Joan Mitchell, Paintings and Pastels 1973 to 1983

Lennon, Weinberg, Inc.
514 West 25th Street, 212-941-0012
Chelsea
May 3 - June 21, 2008
Web Site


Joan Mitchell was a gifted painter. In her primary medium of oil paint, she created powerful and unforgettable works. Her paintings project an impressive physical energy and at monumental scale demonstrate the full measure of her ambitious goals. But oil paint was not her only medium; in addition to exploring etching and lithography, Mitchell embraced the medium of pastel and created a substantial body of work. This exhibition surveys her work in both paint and pastel between 1973 and 1983, a decade bracketed by two major cycles of paintings. During these years, a dynamic interaction between her paintings and pastels becomes increasingly apparent.

The exhibition will include nearly thirty works in both mediums. The paintings and drawings from the early and mid-1970s are atmospheric, and among them are two of the works in which Mitchell developed a composition in relation to a poem typed on the sheet of paper.
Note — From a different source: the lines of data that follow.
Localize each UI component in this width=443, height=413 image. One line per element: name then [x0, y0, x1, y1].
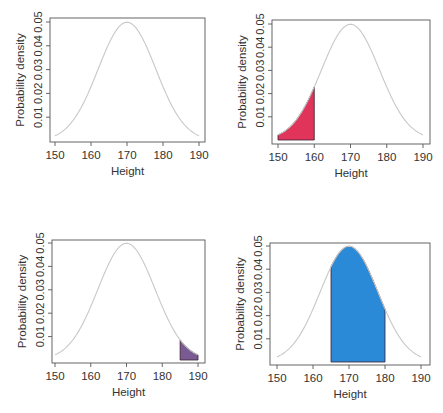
x-tick-label: 170	[339, 372, 358, 384]
y-axis-label: Probability density	[236, 35, 248, 129]
x-tick-label: 160	[305, 151, 324, 163]
x-tick-label: 190	[413, 151, 432, 163]
y-tick-label: 0.01	[252, 328, 264, 349]
x-tick-label: 190	[411, 372, 430, 384]
y-tick-label: 0.03	[32, 59, 44, 80]
y-tick-label: 0.05	[34, 232, 46, 253]
x-tick-label: 150	[268, 151, 287, 163]
x-tick-label: 180	[375, 372, 394, 384]
x-axis-label: Height	[112, 386, 146, 398]
y-tick-label: 0.02	[34, 302, 46, 323]
plot-frame	[50, 18, 205, 142]
x-tick-label: 160	[81, 370, 100, 382]
y-axis-label: Probability density	[234, 257, 246, 351]
x-tick-label: 180	[153, 149, 172, 161]
y-tick-label: 0.01	[34, 326, 46, 347]
chart-panel-top-right: 1501601701801900.010.020.030.040.05Heigh…	[236, 13, 433, 179]
density-curve	[55, 243, 198, 355]
figure-canvas: 1501601701801900.010.020.030.040.05Heigh…	[0, 0, 443, 413]
y-tick-label: 0.04	[34, 256, 46, 277]
chart-panel-bottom-right: 1501601701801900.010.020.030.040.05Heigh…	[234, 235, 431, 400]
y-tick-label: 0.02	[252, 305, 264, 326]
x-tick-label: 150	[45, 370, 64, 382]
shaded-area	[331, 246, 385, 362]
y-tick-label: 0.03	[254, 60, 266, 81]
x-tick-label: 170	[117, 149, 136, 161]
x-tick-label: 160	[81, 149, 100, 161]
x-axis-label: Height	[111, 165, 145, 177]
x-tick-label: 170	[341, 151, 360, 163]
y-tick-label: 0.05	[32, 11, 44, 32]
y-tick-label: 0.02	[32, 83, 44, 104]
x-tick-label: 160	[303, 372, 322, 384]
x-axis-label: Height	[333, 388, 367, 400]
x-tick-label: 190	[189, 149, 208, 161]
y-axis-label: Probability density	[14, 33, 26, 127]
y-tick-label: 0.04	[254, 36, 266, 57]
x-tick-label: 180	[153, 370, 172, 382]
x-tick-label: 190	[188, 370, 207, 382]
y-axis-label: Probability density	[16, 255, 28, 349]
chart-panel-bottom-left: 1501601701801900.010.020.030.040.05Heigh…	[16, 232, 208, 398]
y-tick-label: 0.04	[252, 258, 264, 279]
y-tick-label: 0.05	[254, 13, 266, 34]
y-tick-label: 0.02	[254, 83, 266, 104]
x-tick-label: 180	[377, 151, 396, 163]
y-tick-label: 0.03	[252, 282, 264, 303]
y-tick-label: 0.05	[252, 235, 264, 256]
chart-panel-top-left: 1501601701801900.010.020.030.040.05Heigh…	[14, 11, 209, 177]
y-tick-label: 0.01	[32, 106, 44, 127]
y-tick-label: 0.03	[34, 279, 46, 300]
y-tick-label: 0.04	[32, 35, 44, 56]
x-tick-label: 150	[267, 372, 286, 384]
x-axis-label: Height	[334, 167, 368, 179]
x-tick-label: 150	[45, 149, 64, 161]
density-curve	[55, 22, 199, 135]
y-tick-label: 0.01	[254, 106, 266, 127]
x-tick-label: 170	[117, 370, 136, 382]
During the next several years, she introduced an emphatic vertical mark into both pastels and paintings. In the exhibition are three pastels and one painting from the series titled Tilleuls, a group of works named for a mature and impressive linden tree that crowned the terrace of her home in the country outside of Paris. A brilliant yellow floats above hovering bands of blue in a large Untitled pastel from 1979.

In 1982, Mitchell produced a greater than usual number of small-scale paintings. A close look at the paintings of this period strongly suggests that she was seeking to achieve in oil paint a kind of light that resulted from bold juxtapositions of pastel pigments. The unprecedented and challenging color combinations of several series of paintings she titled Gently, Merrily and Petit Matin – green and orange, magenta and green, red and orange, yellow and pink – reflect the influence of her work in pastel. One of the six large paintings made that year is Buckwheat. Mitchell juxtaposed the heat of cadmium colors against cool cobalt and flashes of cerulean blue and established a shimmering radiance that clearly evokes her admiration for Van Gogh, and is titled in reference to his paintings of wheat fields.

This is the third exhibition of Joan Mitchell at Lennon, Weinberg. The most recent took place in 2002 at the time of the important retrospective exhibition of her work at the Whitney Museum. An illustrated catalog is available.